Sunday, April 19, 2015

Klute

Alan J. Pakula – 1971 – USA

Director Alan J. Pakula was the great poet of paranoia in American films in the 1970s.  Along with William Friedkin’s The French Connection (also 1971), Pakula’s Klute effectively announced the arrival of the 70s sensibility like few other American films.  Nothing about it could be a more extreme departure from the general philosophy of the 60s, onscreen and off.  Wiped away for good were the sincere buoyancy of Hollywood scenarios, as well as the garish lighting and photography designed to show stars and locations to their greatest advantage.  In their place, Pakula fills the frame with blackness, allowing faces to emerge in fleeting shards of light.  Instead of the frame catering to the needs of the actors, now it swells out of all proportion, rendering human beings as mere brushstrokes in a massive, indifferent mural.  Concurrent with this reduction of human warmth is the film’s still-bold exposure of the dark and ugly underside of the American dream.  Despite its murder mystery elements, what Klute is really about – (aesthetically as much as thematically) – is the failure of the 60s.  Pakula shows us that by the end of the 60s, highly touted emancipations in areas of sexuality and drugs had already been absorbed into the existing rackets of prostitution and narcotics trafficking.  This idea is seen most blatantly in the fact that the villain of the piece, (Charles Cioffi, in a chilling performance), repeatedly listens to a taped recording of Bree espousing her philosophy of total liberation.  He insists, and Jane Fonda’s character Bree is forced to agree, that everything the human libido can conjure may not be okay, and that “there are dark corners in everyone’s minds that are better off left alone.”  Rarely in a film by someone not usually considered a major auteur are style and subject matter as symbiotically fused as powerfully as they are by Alan Pakula in Klute, which were followed up throughout the next decade in The Parallax View (1974), All the President’s Men (1976) and Rollover (1981).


## Task statement
Transcribe each record as written.
--------------------
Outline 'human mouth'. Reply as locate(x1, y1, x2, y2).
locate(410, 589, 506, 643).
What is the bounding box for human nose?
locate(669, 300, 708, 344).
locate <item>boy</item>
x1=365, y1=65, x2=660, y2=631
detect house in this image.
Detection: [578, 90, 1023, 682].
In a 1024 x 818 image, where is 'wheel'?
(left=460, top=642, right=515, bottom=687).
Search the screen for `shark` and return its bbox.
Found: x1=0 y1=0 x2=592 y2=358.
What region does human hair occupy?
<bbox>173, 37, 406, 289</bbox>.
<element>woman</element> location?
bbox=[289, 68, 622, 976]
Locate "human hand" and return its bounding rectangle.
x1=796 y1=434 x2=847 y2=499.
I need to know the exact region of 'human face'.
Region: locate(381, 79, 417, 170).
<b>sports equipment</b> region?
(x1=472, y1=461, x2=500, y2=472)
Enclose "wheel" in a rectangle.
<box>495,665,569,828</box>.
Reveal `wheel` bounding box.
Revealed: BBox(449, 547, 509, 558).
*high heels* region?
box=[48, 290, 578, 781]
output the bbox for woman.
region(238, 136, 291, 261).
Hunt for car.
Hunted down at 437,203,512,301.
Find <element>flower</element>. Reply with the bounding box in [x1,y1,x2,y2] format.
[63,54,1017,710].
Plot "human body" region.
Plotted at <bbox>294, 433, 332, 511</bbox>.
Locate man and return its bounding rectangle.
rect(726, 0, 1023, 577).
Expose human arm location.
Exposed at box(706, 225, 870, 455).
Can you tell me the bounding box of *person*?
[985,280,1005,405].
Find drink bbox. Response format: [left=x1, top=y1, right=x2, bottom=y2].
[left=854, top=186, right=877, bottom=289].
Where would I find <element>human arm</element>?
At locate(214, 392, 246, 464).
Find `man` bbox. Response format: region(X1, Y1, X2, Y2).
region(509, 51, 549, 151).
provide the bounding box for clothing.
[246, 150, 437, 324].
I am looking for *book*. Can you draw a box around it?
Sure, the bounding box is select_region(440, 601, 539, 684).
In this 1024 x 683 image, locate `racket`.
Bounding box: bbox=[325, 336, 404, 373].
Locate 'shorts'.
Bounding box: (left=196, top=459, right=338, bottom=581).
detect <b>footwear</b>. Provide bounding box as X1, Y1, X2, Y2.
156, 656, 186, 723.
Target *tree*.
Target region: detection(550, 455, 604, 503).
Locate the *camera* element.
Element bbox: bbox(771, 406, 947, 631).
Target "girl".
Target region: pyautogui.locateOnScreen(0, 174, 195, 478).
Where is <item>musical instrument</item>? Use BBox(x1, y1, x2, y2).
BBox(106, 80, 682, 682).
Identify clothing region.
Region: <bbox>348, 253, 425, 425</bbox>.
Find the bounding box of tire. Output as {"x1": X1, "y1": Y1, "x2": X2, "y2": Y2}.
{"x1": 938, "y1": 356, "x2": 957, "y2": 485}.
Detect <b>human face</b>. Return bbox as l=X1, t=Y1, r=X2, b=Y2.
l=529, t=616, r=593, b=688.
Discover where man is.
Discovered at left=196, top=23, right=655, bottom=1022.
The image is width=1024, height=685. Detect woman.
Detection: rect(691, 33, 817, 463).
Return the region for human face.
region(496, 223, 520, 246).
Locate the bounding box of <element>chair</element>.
--------------------
## Task output
Outline 'human mouth'. Reply as locate(x1, y1, x2, y2).
locate(410, 589, 506, 643).
What is the bounding box for human nose?
locate(669, 300, 708, 344).
locate <item>boy</item>
x1=365, y1=65, x2=660, y2=631
detect house in this image.
Detection: [578, 90, 1023, 682].
In a 1024 x 818 image, where is 'wheel'?
(left=460, top=642, right=515, bottom=687).
Search the screen for `shark` and return its bbox.
Found: x1=0 y1=0 x2=592 y2=358.
What region does human hair occupy?
<bbox>173, 37, 406, 289</bbox>.
<element>woman</element> location?
bbox=[289, 68, 622, 976]
Locate "human hand" and return its bounding rectangle.
x1=796 y1=434 x2=847 y2=499.
I need to know the exact region of 'human face'.
Region: locate(381, 79, 417, 170).
<b>sports equipment</b> region?
(x1=472, y1=461, x2=500, y2=472)
Enclose "wheel" in a rectangle.
<box>495,665,569,828</box>.
Reveal `wheel` bounding box.
Revealed: BBox(449, 547, 509, 558).
*high heels* region?
box=[48, 290, 578, 781]
output the bbox for woman.
region(238, 136, 291, 261).
Hunt for car.
Hunted down at 437,203,512,301.
Find <element>flower</element>. Reply with the bounding box in [x1,y1,x2,y2] format.
[63,54,1017,710].
Plot "human body" region.
Plotted at <bbox>294, 433, 332, 511</bbox>.
Locate man and return its bounding rectangle.
rect(726, 0, 1023, 577).
Expose human arm location.
Exposed at box(706, 225, 870, 455).
Can you tell me the bounding box of *person*?
[985,280,1005,405].
Find drink bbox. Response format: [left=x1, top=y1, right=x2, bottom=y2].
[left=854, top=186, right=877, bottom=289].
Where would I find <element>human arm</element>?
At locate(214, 392, 246, 464).
Find `man` bbox. Response format: region(X1, Y1, X2, Y2).
region(509, 51, 549, 151).
provide the bounding box for clothing.
[246, 150, 437, 324].
I am looking for *book*. Can you draw a box around it?
Sure, the bounding box is select_region(440, 601, 539, 684).
In this 1024 x 683 image, locate `racket`.
Bounding box: bbox=[325, 336, 404, 373].
Locate 'shorts'.
Bounding box: (left=196, top=459, right=338, bottom=581).
detect <b>footwear</b>. Provide bounding box as X1, Y1, X2, Y2.
156, 656, 186, 723.
Target *tree*.
Target region: detection(550, 455, 604, 503).
Locate the *camera* element.
Element bbox: bbox(771, 406, 947, 631).
Target "girl".
Target region: pyautogui.locateOnScreen(0, 174, 195, 478).
Where is <item>musical instrument</item>? Use BBox(x1, y1, x2, y2).
BBox(106, 80, 682, 682).
Identify clothing region.
Region: <bbox>348, 253, 425, 425</bbox>.
Find the bounding box of tire. Output as {"x1": X1, "y1": Y1, "x2": X2, "y2": Y2}.
{"x1": 938, "y1": 356, "x2": 957, "y2": 485}.
Detect <b>human face</b>. Return bbox as l=X1, t=Y1, r=X2, b=Y2.
l=529, t=616, r=593, b=688.
Discover where man is.
Discovered at left=196, top=23, right=655, bottom=1022.
The image is width=1024, height=685. Detect woman.
Detection: rect(691, 33, 817, 463).
Return the region for human face.
region(496, 223, 520, 246).
Locate the bounding box of <element>chair</element>.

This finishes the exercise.